The big picture: Craig's Tuesday morning entrance into the race tees up a DFL primary battle featuring some of the biggest names from the party's moderate and left-wing flanks.
State of play: Craig, a moderate Democrat who has served four terms in Congress representing a suburban swing district, is expected to be one of the most prominent — and well-funded — candidates vying to succeed retiring U.S. Sen. Tina Smith in 2026.
- Lt. Gov. Peggy Flanagan, who signaled her plans to run the day Smith announced her retirement, already has statewide name ID from running alongside Gov. Tim Walz and endorsements from leading progressives such as former U.S. Sen. Al Franken and Attorney General Keith Ellison.
- Former Senate DFL Leader Melisa López Franzen, meanwhile, is running as a fiscal moderate who also fights for education and affordable healthcare.

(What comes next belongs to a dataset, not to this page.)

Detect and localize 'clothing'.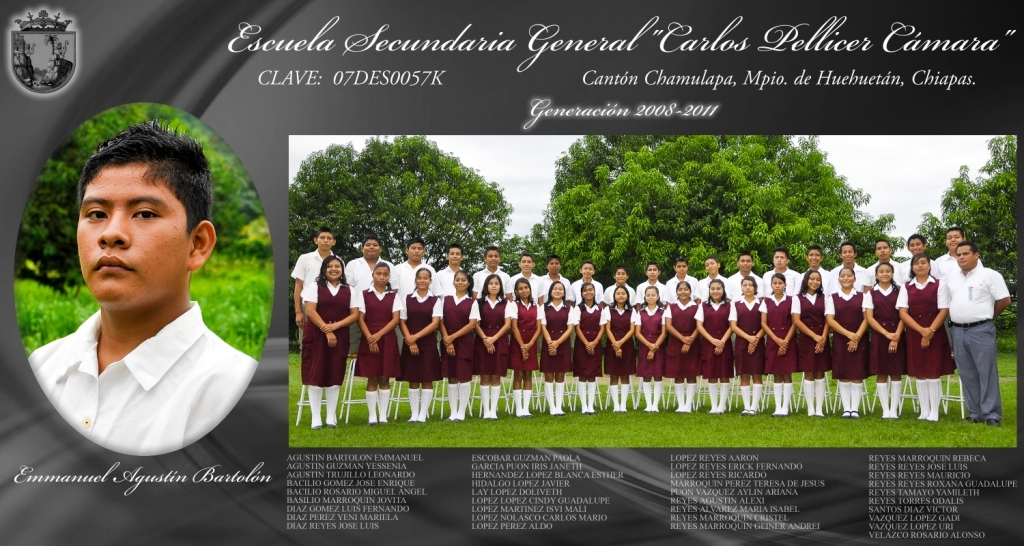
Localized at {"x1": 434, "y1": 262, "x2": 461, "y2": 297}.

Royce White, the GOP's 2024 U.S. Senate nominee, and Adam Schwarze are running on the Republican side.
- Several other established Republicans, including state Sen. Julia Coleman, have said they are considering bids.
What to expect: The "once in a generation" opportunity to win an open U.S. Senate seat will likely fuel a "competitive, very bruising" DFL primary battle between "A-level talent across the ideological spectrum," Abou Amara, a DFL lawyer and political analyst, told Axios.

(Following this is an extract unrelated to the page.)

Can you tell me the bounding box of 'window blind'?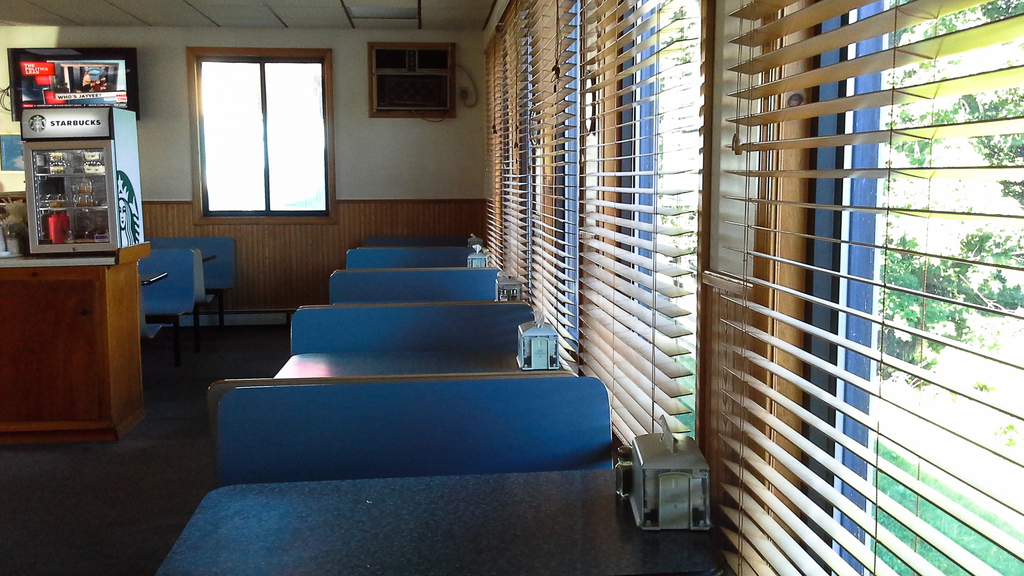
(x1=719, y1=0, x2=1023, y2=575).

The intrigue: While the candidates may ultimately differ on some issues, such as taxes or policing, Amara said he expects the contrast between the DFL contenders' "different life experiences" to more significantly shape the campaign over the next 18 months.
Case in point: Craig, a former medical device company executive who pivoted to politics in her 40s, has "a storied background in corporate America and economic development" that's influenced her "pragmatic" approach to bipartisan governing, Amara noted.

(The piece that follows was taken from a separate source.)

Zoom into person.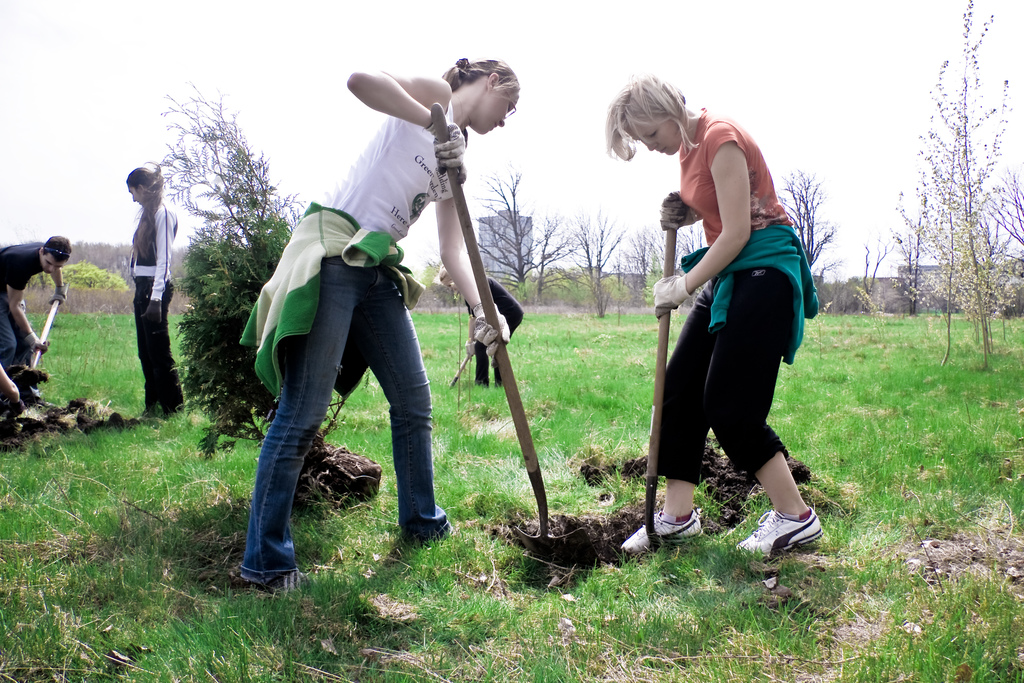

- Flanagan, a member of the White Earth Band of Ojibwe who came up as a political organizer, school board member and state legislator, brings to the table a "background in Native country and really experiencing systems in problematic ways."
- López Franzen is a former legislator, consulting firm owner and University of Minnesota lobbyist who would make history as the first Puerto Rican elected to the U.S. Senate.
Between the lines: All three candidates are already anchoring their campaigns on kitchen table issues and the impact President Trump's policies could have on working families.
- And both Craig and Flanagan talk openly about how being raised by single mothers who struggled financially at times has influenced their personal politics.
Follow the money: A winning campaign will likely need to raise north of $10 million.
- Craig enters the race with a significant cash advantage, thanks to a $1 million war chest in her U.S. House campaign account.
- That's more than double what the other candidates reported as of the end of the first quarter.
Zoom in: Craig's announcement comes just days after she wrapped a weeklong "town hall" tour across Minnesota that included stops in GOP-held congressional districts.
- She nodded to that approach in a statement and video announcing her campaign, saying she's "hitting the road to listen" to residents because "Washington's not listening."
Zoom out: Craig, who serves as ranking member of the House Agriculture Committee, joins a growing number of U.S. representatives leaving their seats to seek higher offices in 2026.
What's next: The candidates will vie for the DFL's endorsement next spring ahead of an August 2026 primary.
What we're watching: Craig's move also creates an open race for the state's most competitive U.S. House seat: the south metro's 2nd Congressional District.
- She won re-election by 13 points in 2024, but it was decided by much closer margins in previous elections.
The bottom line: While an open seat could make the U.S. Senate seat more competitive in next year's November midterm, Democrats have dominated Minnesota's statewide elections for two decades.
- Election forecaster Cook Political Report rates the race as "lean Democrat."